Even if they did, chances were that whatever interests they may have once shared were gone now. What was the point of talking to anyone else about your taste in food, clothes, film, music, books or anything anymore? And as every survivor who did speak quickly found to their cost, it didn’t matter who you tried to talk to or what you talked about, every single conversation inevitably began and ended with pointless conjecture about what had happened to the rest of the dead world.
Croft needed nicotine. He walked the length of another corridor then turned right and sat on a step halfway down a short staircase which led to a glass-fronted entrance door. This small, secluded area had become something of a smoker’s corner and two other survivors - Sunita, a student who lived in the building they were sheltering in and Yvonne, a legal secretary from a firm of solicitors on the other side of the ring road - were already stood there, smoking their cigarettes and staring out into the darkness. Croft had successfully kicked the habit five months ago but had started again yesterday. It didn’t seem to matter anymore. He lit his cigarette and acknowledged the two women who turned around to see who it was who had joined them.

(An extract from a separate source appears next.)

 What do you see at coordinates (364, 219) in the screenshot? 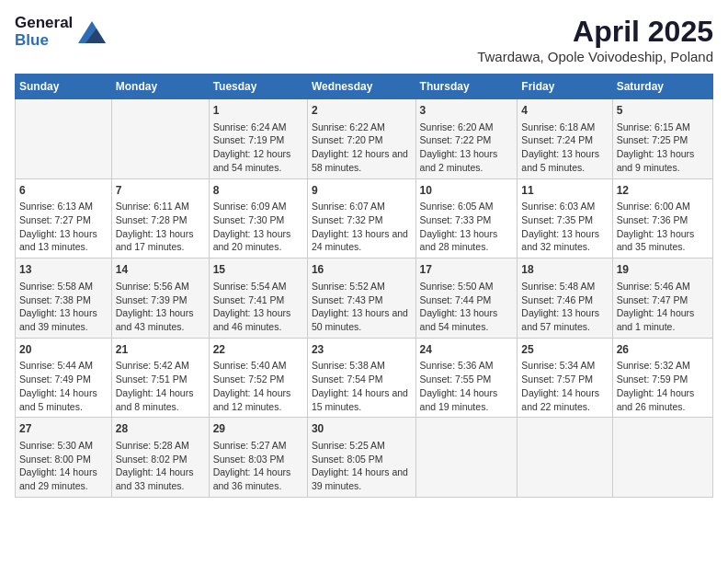
I see `week-row-2: 6Sunrise: 6:13 AM Sunset: 7:27 PM Daylig…` at bounding box center [364, 219].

‘You all right Dr Croft?’ Yvonne asked.
He nodded and blew a cloud of smoke out into the still air just in front of his face.
‘I’m okay,’ he replied, his voice quiet and tired. ‘You two?’
Sunita nodded instinctively but otherwise didn’t reply.
‘My Jim,’ Yvonne said softly, ‘he used to love the dark.
Sometimes, when he couldn’t sleep, he’d get up and go and sit in the bay window at the back of the house and watch the sun come up. He used to love it when the birds started singing. If he was feeling romantic he’d wake me up and take me downstairs with him. Didn’t happen often, mind.’
Yvonne smiled momentarily and then looked down at the ground as the sound of bird song in her memory was swallowed up and overtaken by the all consuming silence again, leaving her feeling empty, vulnerable and lost. She wiped a tear from her eye. She was in her early fifties but the strain of the last few days had left her looking much older. Her usually impeccable hairstyle was frayed and untidy, her once smart business suit now crumpled and unkempt. Sunita sensed her grief and put a hand on her shoulder and pulled her close. She knew that Yvonne’s husband had worked in an office across town and that, on the first morning, she’d gone there and found him dead at his desk, face down in a pile of papers.